Africa. Just as the Silk Road spread goods and ideas across Eurasia, trading  routes spread Islam from North Africa across the Sahara to sub-Saharan West Africa. In a reverse pattern, export  of salt and gold northward via camel caravans  made West African kingdoms  of salt and gold fabled lands of wealth.  West African Muslims also traveled  through North and East Africa and Arabia  to make a hajj, or pilgrimage,  to Mecca and Medina.  The hajj was a major  factor  in the exchange  of goods and  ideas among  Muslims  from  Africa to Asia. Ivory from  African  elephant  tusks  was valued  as material  for art and ritual objects from medieval Christian Europe to China.  East Africa developed a cosmopolitan culture as a result of trade with Arab Muslims. Many Arabs and Persians settled in coastal  regions in East Africa, and Islam spread  there through intermarriage and conversion.  Swahili, an African  language  infused  with  many  Arabic  and  Persian  words,  became  the international language of trade in East Africa.
 
War  also created  opportunities for cultural  exchanges.  Chinese  prisoners  of war  captured by armies of the Muslim  caliphs in the mid-eighth  century  taught  their captors  paper  making,  which spread from the Middle East to Europe.  Likewise, gunpowder, cannons,  and guns spread from their Chinese  inventors  to their  Mongol  enemies, westward across  Eurasia,  and  changed  the nature  of warfare  throughout Eurasia.  Wars  also  resulted  in relocations of populations, either  forcibly  as refugees or deportees,  or willingly by conquering powers.  In either case, the transfers  of peoples to new lands resulted in cultural  interactions.
 
The Americas. In the Americas,  there  was a continuation of regional  exchange  networks and cultural  interactions that had developed before 600. The people of the Mississippi River valley area in North America made significant advances after about 700; that culture reached its zenith between
1200 and 1400 and disappeared about  1700.  Archaeologists  have excavated  large settlements  with earthen  temple mounds shaped like truncated pyramids,  on top of which the people had built major community buildings. The Mississippian Culture  extended  its influence throughout northern America east of the Rocky Mountains, probably through trade and travel along the various river systems. In Central  America, long-distance trade  depended  on the strength  of states that  could protect  it. In central Mexico,  the fall of Teotihuacán around 650 splintered  both political  and trading  structures of previous centuries.
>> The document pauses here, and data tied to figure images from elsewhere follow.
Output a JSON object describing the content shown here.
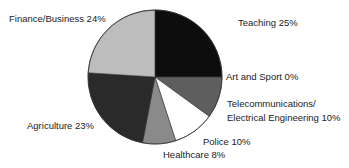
{
  "chart_data": {
    "type": "pie",
    "title": "",
    "start_angle_deg": 0,
    "direction": "clockwise",
    "slices": [
      {
        "label": "Teaching",
        "value": 25,
        "color": "#0d0d0d"
      },
      {
        "label": "Art and Sport",
        "value": 0,
        "color": "#5a5a5a"
      },
      {
        "label": "Telecommunications/ Electrical Engineering",
        "value": 10,
        "color": "#5e5e5e"
      },
      {
        "label": "Police",
        "value": 10,
        "color": "#ffffff"
      },
      {
        "label": "Healthcare",
        "value": 8,
        "color": "#8a8a8a"
      },
      {
        "label": "Agriculture",
        "value": 23,
        "color": "#2a2a2a"
      },
      {
        "label": "Finance/Business",
        "value": 24,
        "color": "#bdbdbd"
      }
    ],
    "legend": "none (direct labels)"
  },
  "labels": {
    "teaching": "Teaching 25%",
    "art": "Art and Sport 0%",
    "telecom_line1": "Telecommunications/",
    "telecom_line2": "Electrical Engineering 10%",
    "police": "Police 10%",
    "healthcare": "Healthcare 8%",
    "agriculture": "Agriculture 23%",
    "finance": "Finance/Business 24%"
  }
}
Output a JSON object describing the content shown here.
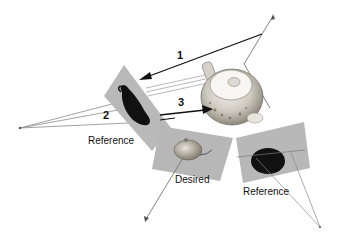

To the south,  the city-state of Monte  Albán dominated regional exchange for several centuries  after 650. In Central  America after 900, powerful  city-states,  most notably  Tikal, conducted trade  throughout the region.  Two  main  state  systems,  the Tiwanaku and  Wari,  dominated the Andes region of South America, with textiles as major trading  items.
 
Despite  major  disruptions caused  by the rise and  fall of empires  and  the introduction of new religions,  international trade  continued along  long-established routes  in Europe  and  Asia. While Islam was spread by military conquest in much of western and southern Asia, its gradual  acceptance by many peoples in eastern  and sub-Saharan Africa was the result of trade.  Christian and Buddhist missionaries  mostly  worked  to convert  through peaceful  means.  Chinese  culture  spread  to Korea and Vietnam aided by Chinese political  control, while Japan’s acceptance  of all things Chinese was entirely voluntary. Except for the Mongol  conquest  of Eurasia,  which only benefited the Mongols, and  some Turko-Afghan raids  on northern India,  other  cultural  contacts,  even those  imposed  by war, had some beneficial results.